I "discovered" a new yeast. It's one I'd heard of at least in passing and in various books before, but never actually saw, because nobody actually sold it. I finally found a place that sells it, so I'm now debating between the SAF Purple/Premium and Fermipan "2-in-1" Super. From what I can tell the Fermipan Super is also a faster fermenting yeast than normal yeast, but not as obviously accelerated as Purple. I really want the acceleration of Purple. However, the Fermipan is a 2-in-1 dough conditioner and yeast which sounds intriguing, and I recall some people used to swear by the stuff back in the day (Reinhart maybe?) It's impossible to tell from LeSaffre's descriptions what yeast is really for what, and I'm not unconvinced some of them aren't just different repackaging of the same thing. Seems it's stable in less sugar than the others (10% vs 12%), is also cold tolerant, doesn't need as warm a proofing environment. Doesn't rise as fast, but rises faster than Red/Gold. The conditioner is interesting. The Purple seems recommended for bread, pizza, crackers, croissant, etc. The Fermipan seems to emphasize whole wheat, artisan, etc. I do use a lot of whole wheat (but fresh milled, and much finer than commercially milled WW. Even with bran it can get down to near-pastry flour consistency. Since I used to use additives like vital wheat gluten and diastatic malt, the Fermipan could simplify the ingredients I have to maintain. Very curious. I hate to have two open yeasts, but this might become a "use both" situation.
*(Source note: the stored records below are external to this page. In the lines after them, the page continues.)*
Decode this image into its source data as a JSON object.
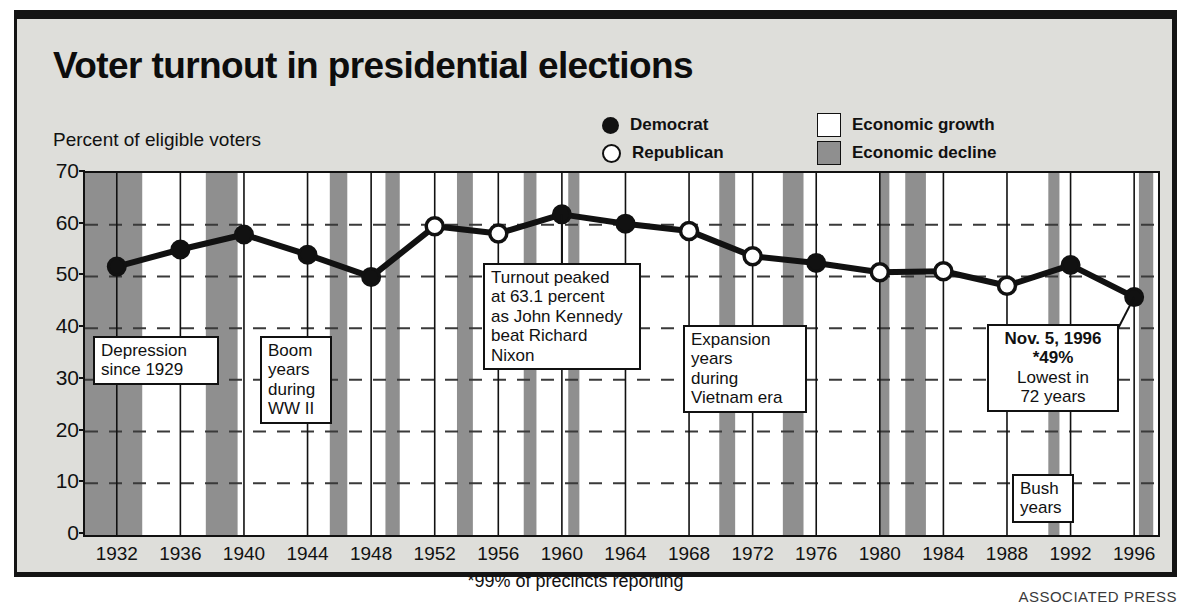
{
  "title": "Voter turnout in presidential elections",
  "subtitle": "Percent of eligible voters",
  "legend": {
    "democrat": "Democrat",
    "republican": "Republican",
    "growth": "Economic growth",
    "decline": "Economic decline"
  },
  "footnote": "*99% of precincts reporting",
  "credit": "ASSOCIATED PRESS",
  "callouts": {
    "depression": {
      "l1": "Depression",
      "l2": "since 1929"
    },
    "boom": {
      "l1": "Boom",
      "l2": "years",
      "l3": "during",
      "l4": "WW II"
    },
    "peak": {
      "l1": "Turnout peaked",
      "l2": "at 63.1 percent",
      "l3": "as John Kennedy",
      "l4": "beat Richard",
      "l5": "Nixon"
    },
    "expansion": {
      "l1": "Expansion",
      "l2": "years",
      "l3": "during",
      "l4": "Vietnam era"
    },
    "latest": {
      "l1": "Nov. 5, 1996",
      "l2": "*49%",
      "l3": "Lowest in",
      "l4": "72 years"
    },
    "bush": {
      "l1": "Bush",
      "l2": "years"
    }
  },
  "colors": {
    "ink": "#111111",
    "panel_bg": "#dededa",
    "plot_bg": "#ffffff",
    "decline_band": "#8f8f8f",
    "grid": "#3a3a3a"
  },
  "chart_data": {
    "type": "line",
    "title": "Voter turnout in presidential elections",
    "xlabel": "",
    "ylabel": "Percent of eligible voters",
    "ylim": [
      0,
      70
    ],
    "yticks": [
      0,
      10,
      20,
      30,
      40,
      50,
      60,
      70
    ],
    "grid": "horizontal dashed at 10-unit intervals; vertical solid at each election year",
    "legend_position": "top-right",
    "x": [
      1932,
      1936,
      1940,
      1944,
      1948,
      1952,
      1956,
      1960,
      1964,
      1968,
      1972,
      1976,
      1980,
      1984,
      1988,
      1992,
      1996
    ],
    "categories": [
      "1932",
      "1936",
      "1940",
      "1944",
      "1948",
      "1952",
      "1956",
      "1960",
      "1964",
      "1968",
      "1972",
      "1976",
      "1980",
      "1984",
      "1988",
      "1992",
      "1996"
    ],
    "values": [
      51.9,
      55.2,
      58.1,
      54.2,
      49.9,
      59.7,
      58.3,
      62.0,
      60.2,
      58.8,
      53.9,
      52.6,
      50.8,
      51.0,
      48.2,
      52.2,
      46.0
    ],
    "point_party": [
      "Democrat",
      "Democrat",
      "Democrat",
      "Democrat",
      "Democrat",
      "Republican",
      "Republican",
      "Democrat",
      "Democrat",
      "Republican",
      "Republican",
      "Democrat",
      "Republican",
      "Republican",
      "Republican",
      "Democrat",
      "Democrat"
    ],
    "series": [
      {
        "name": "Voter turnout",
        "values": [
          51.9,
          55.2,
          58.1,
          54.2,
          49.9,
          59.7,
          58.3,
          62.0,
          60.2,
          58.8,
          53.9,
          52.6,
          50.8,
          51.0,
          48.2,
          52.2,
          46.0
        ]
      }
    ],
    "annotations": [
      {
        "text": "Depression since 1929",
        "near": 1932
      },
      {
        "text": "Boom years during WW II",
        "near": 1942
      },
      {
        "text": "Turnout peaked at 63.1 percent as John Kennedy beat Richard Nixon",
        "near": 1960,
        "value": 63.1
      },
      {
        "text": "Expansion years during Vietnam era",
        "near": 1968
      },
      {
        "text": "Nov. 5, 1996 *49% Lowest in 72 years",
        "near": 1996,
        "value": 49
      },
      {
        "text": "Bush years",
        "near": 1990
      }
    ],
    "shaded_regions": [
      {
        "label": "Economic decline",
        "from": 1930.0,
        "to": 1933.6
      },
      {
        "label": "Economic decline",
        "from": 1937.6,
        "to": 1939.6
      },
      {
        "label": "Economic decline",
        "from": 1945.4,
        "to": 1946.5
      },
      {
        "label": "Economic decline",
        "from": 1948.9,
        "to": 1949.8
      },
      {
        "label": "Economic decline",
        "from": 1953.4,
        "to": 1954.4
      },
      {
        "label": "Economic decline",
        "from": 1957.6,
        "to": 1958.4
      },
      {
        "label": "Economic decline",
        "from": 1960.4,
        "to": 1961.1
      },
      {
        "label": "Economic decline",
        "from": 1969.9,
        "to": 1970.9
      },
      {
        "label": "Economic decline",
        "from": 1973.9,
        "to": 1975.2
      },
      {
        "label": "Economic decline",
        "from": 1980.0,
        "to": 1980.6
      },
      {
        "label": "Economic decline",
        "from": 1981.6,
        "to": 1982.9
      },
      {
        "label": "Economic decline",
        "from": 1990.6,
        "to": 1991.3
      },
      {
        "label": "Economic decline",
        "from": 1996.3,
        "to": 1997.2
      }
    ]
  }
}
Speaking of fresh milled wheat, sometimes conventional wisdom doesn't apply. Last weekend I did another round of pasta. Instead of 100% AP (KAF Unbleached) I did 50/50 fresh milled WW semolina, & KAF AP. Using the same, or slightly less hydration, the dough was slightly more hydrated than with all AP (unfortunately). The fresh WW semolina appeared to require less liquid than the bagged AP contrary to normal thinking. I assume the high oil concentration in the fresh flour was still wet enough to not need much liquid absorption.
This is still one thing that taxes the KA mixers severely. Can't do do more than about 2.8lb pasta at a time in the Pro 600. Even that much, the hook starts running in starts and stops, bogging down then flinging forward, and you still have to finish the knead by hand. I think next time I'm going to try it in the Electrolux. I bet I could do 5.5lb or so at a time in there, or more, without it bogging down. It's not nearly as versatile as a KA, but when it comes to dense doughs, it really does have it's purpose....
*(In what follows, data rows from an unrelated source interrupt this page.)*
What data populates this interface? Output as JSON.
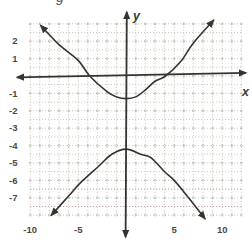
{
  "figure": {
    "clipped_title_fragment": "g"
  },
  "chart_data": {
    "type": "line",
    "title": "",
    "subtitle": "Graph of a hyperbola with vertical transverse axis, upper branch vertex near (0,-1.3) and lower branch vertex near (0,-4.2), plotted on a dotted grid",
    "xlabel": "x",
    "ylabel": "y",
    "grid": true,
    "legend": "none",
    "xlim": [
      -10.3,
      12.4
    ],
    "ylim": [
      -8.4,
      3.1
    ],
    "x_tick_labels": [
      "-10",
      "-5",
      "5",
      "10"
    ],
    "x_tick_values": [
      -10,
      -5,
      5,
      10
    ],
    "y_tick_labels": [
      "2",
      "1",
      "-1",
      "-2",
      "-3",
      "-4",
      "-5",
      "-6",
      "-7"
    ],
    "y_tick_values": [
      2,
      1,
      -1,
      -2,
      -3,
      -4,
      -5,
      -6,
      -7
    ],
    "x_grid": {
      "min": -10,
      "max": 12,
      "step": 1
    },
    "y_grid": {
      "min": -8,
      "max": 3,
      "step": 0.5
    },
    "series": [
      {
        "name": "hyperbola-upper-branch",
        "arrow_start": true,
        "arrow_end": true,
        "points": [
          [
            -8.9,
            2.9
          ],
          [
            -7,
            1.8
          ],
          [
            -5,
            0.9
          ],
          [
            -3.8,
            0
          ],
          [
            -2,
            -0.9
          ],
          [
            -1,
            -1.2
          ],
          [
            0,
            -1.3
          ],
          [
            1,
            -1.2
          ],
          [
            2,
            -0.8
          ],
          [
            3,
            -0.3
          ],
          [
            4.1,
            0
          ],
          [
            5.7,
            0.85
          ],
          [
            7,
            1.9
          ],
          [
            9.1,
            3.2
          ]
        ]
      },
      {
        "name": "hyperbola-lower-branch",
        "arrow_start": true,
        "arrow_end": true,
        "points": [
          [
            -7.8,
            -8.0
          ],
          [
            -6,
            -6.9
          ],
          [
            -4.7,
            -6.1
          ],
          [
            -2.9,
            -5.2
          ],
          [
            -1.5,
            -4.5
          ],
          [
            0,
            -4.2
          ],
          [
            1.5,
            -4.5
          ],
          [
            2.6,
            -4.7
          ],
          [
            4,
            -5.5
          ],
          [
            5,
            -6.0
          ],
          [
            6.5,
            -7.0
          ],
          [
            8.2,
            -8.2
          ]
        ]
      }
    ],
    "scan_tint_rows": [
      {
        "y": -6.5,
        "color": "#7fc0a2"
      },
      {
        "y": -7.5,
        "color": "#bf93a4"
      }
    ],
    "colors": {
      "axis": "#35342f",
      "curve": "#35342f",
      "grid": "#a29e8f",
      "grid_circle": "#aaa699",
      "tick_label": "#4b4a43",
      "background": "#ffffff"
    }
  }
}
Oh, and I discovered a gem in the Cadco 013 sell sheet (the newer model that replaced my older model oven.):
Medium Duty: not for continuous operating temperature of 475-500F.
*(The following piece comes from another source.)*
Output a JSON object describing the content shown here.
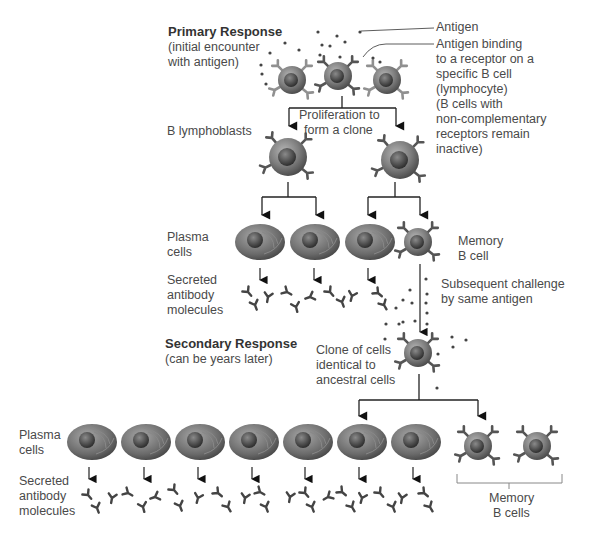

We recommend Cadco XAF/XAFT series heavy duty ovens for this range of operation.
That disclaimer didn't exist on the OV350 when I bought mine, but I'm betting it applies, half the internals are the same (I'm starting to think a lot of "discontinued" parts still exist under new part numbers for the newer machines. You can't tell me the gaskets are actually different. Who knows about motors and elements.) That might explain the whole "trips the safety if I leave it at 475 or more for 15 minutes" when the safety is really a thermal cutoff, but
might also trip for electric (it's only a 12A oven.) I'm betting it's either "supposed" to trip at 475, or they put this disclaimer in because they discovered it
does trip at 475 due to some component or another. So it's a 450F oven. For $1k.
That's an interesting state level code about taxable and non-taxable. Here, the box of croissants would be taxable. Anything but the bag of flour is taxable. Raw ingredients only are tax free. Tax code is such a trainwreck...
That's interesting about the commercial margarine. I've honestly never actually seen the stuff! The one shop was legitimately all butter. They tried margarine, apparently, at one time, but didn't like it. They tried to switch to unsalted butter at one point, and customers complained it wasn't as good, so they went back to salted against their will. They solved the fryer conundrum by removing the fryers and making that area another poofer area. They couldn't stand using them. They didn't do croissant though, mostly danish and other puff pastry, and of course the coffee cakes buns, tarts, pies, cookies, etc. Their puff wasn't crisp and flakey like your pictures. It did have a delicate crunch on day 1, but the butter quickly overtook it as it sat and made it soggy by day 2 (never stale/dry.) it was a softer, more delicate pastry, though the layers were "denser" and more cake-like. That's the puff pastry I'm most used to though. Probably more traditional than "modern" margarine pastry. The French shop almost certainly is doing your margarine method. And I admit, his croissant and napoleons can't be beat (he's originally from Paris, had a shop there, went to school there....the real real deal all the way around, in every way...and a true French chef in every sense of the word...) Still, for my own use I'm partial to the all-butter methods. Maybe if I got into pastry I'd change due to price, though. Something about 19th century food science products is off putting to me. I avoid shortening where possible as well. Something about modified vegetable oils makes me cringe.
I don't mind some cheats though. I have on occasion used powdered dehydrated eggs. And the "buttercream" base mix.